As paradoxical as it may sound, giving ourselves permission to quit reading a book can help us reach that New Year’s resolution to read more.

This is because, before we embark on a reading journey, there’s usually something we wish to get from the text in question, whether that’s wisdom, knowledge, or maybe just an enjoyable adventure tale from a foreign land. The possibilities are endless. But it’s a simple fact that some texts—even if they’ve received high praise from people we respect—just don’t give us what we wanted or needed.

Consider James Joyce’s Ulysses. Some readers say that Joyce’s magnum opus is among the greatest pieces of literature in history. And based on this near-endless praise, a few years ago I decided to give the book a read. However, I didn’t find the literary diamonds so many others claimed to have discovered. Ulysses didn’t seem to do a whole lot.

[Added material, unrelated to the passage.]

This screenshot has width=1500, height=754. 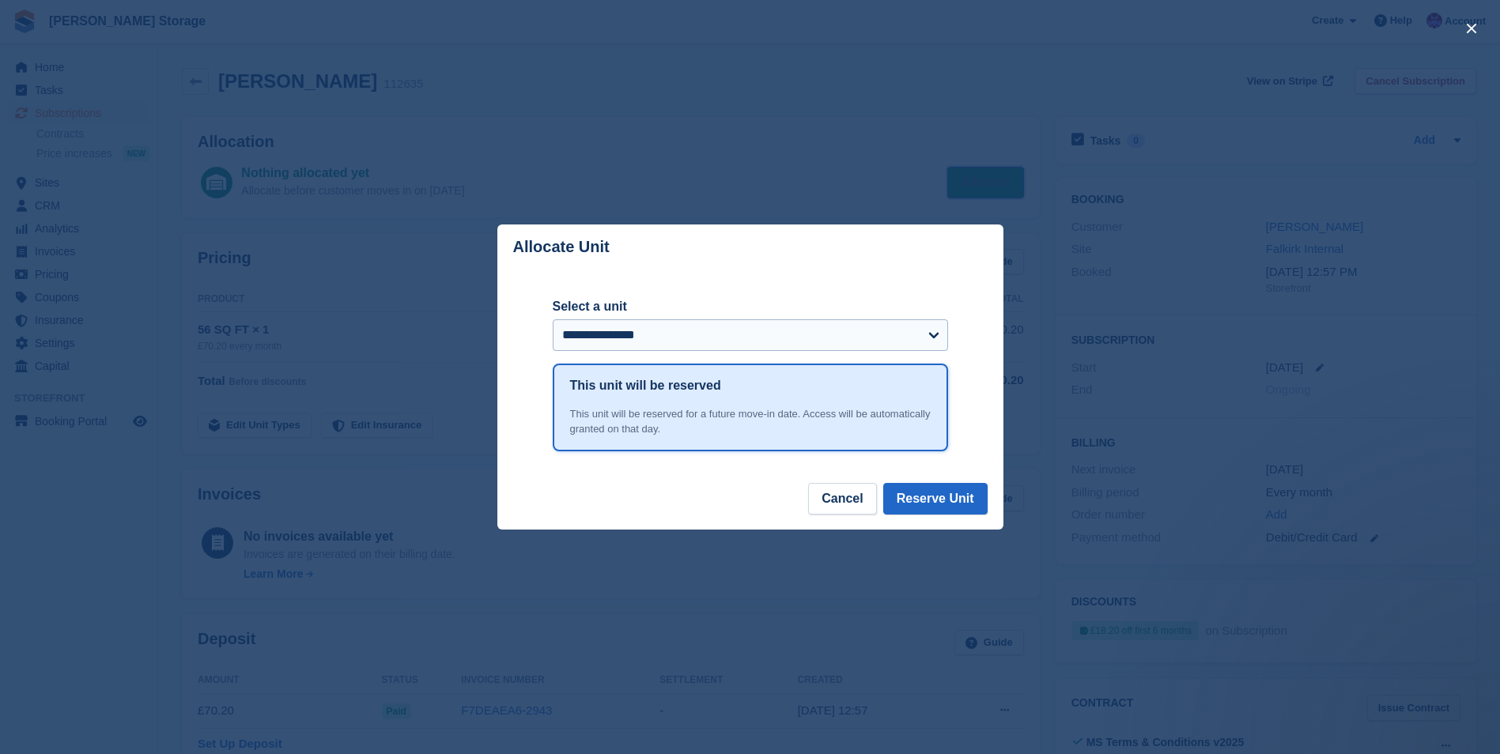 What do you see at coordinates (935, 499) in the screenshot?
I see `button: Reserve Unit` at bounding box center [935, 499].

And I wasn’t alone. Virginia Woolf—one of the great modernist writers and author of Mrs. Dallowayconfided in her diary about Ulysses, writing: “I … have been amused, stimulated, charmed interested by the first 2 or 3 chapters—to the end of the Cemetery scene; & then puzzled, bored, irritated, & disillusioned as by a queasy undergraduate scratching his pimples.”

Days later, she put down another flourish about Joyce’s novel: “Never did I read such tosh. As for the first 2 chapters we will let them pass, but the 3rd 4th 5th 6th—merely the scratching of pimples on the body of the bootboy at Claridges. Of course genius may blaze out on page 652 but I have my doubts. And this is what [T.S.] Eliot worships. …”

According to Woolf’s diary entry, she made it to page 200 of Ulysses before taking a temporary break. I didn’t even make it that far. But Ulysses taught me something important about reading: It’s okay to quit a book if it’s not for you.

After all, even good books aren’t beneficial to every person at every time. (An excellent book on motherhood, for example, won’t do much for a pre-tween boy.) So, while some of us might benefit from the perseverance and loyalty displayed in Ulysses, others might find it monotonous and unhelpful.

As I’ve written previously, the most valuable currency we have access to is our time, and it’d be a pity to waste any of it by forcing ourselves to labor over a text we’re not gaining from. After all, the act of reading should be enriching—either because it entertains us or because it builds us in some way. If a book doesn’t do one of those things and we decide to put it down, we shouldn’t feel as if we’ve failed. Even the literary greats—such as Virginia Woolf, Charles Dickens, and F. Scott Fitzgerald—have likely put down books they didn’t find worthwhile.

Still, some people absolutely refuse to quit a book once they’ve started reading. For them, to quit a book means to concede defeat, and it doesn’t feel good to be defeated. It’s no wonder that some readers, after finishing a particularly lengthy book, proclaim that they’ve “conquered” it. But while there’s something to be said for some literary perseverance and reading difficult books, it’s worth remembering that reading something is usually better than reading nothing—even if that means abandoning one book to read something else instead.

As the New Year pushes on, remember that it’s okay to quit reading a book that we expected to be good. Our time is precious—and so is the literature we choose to read.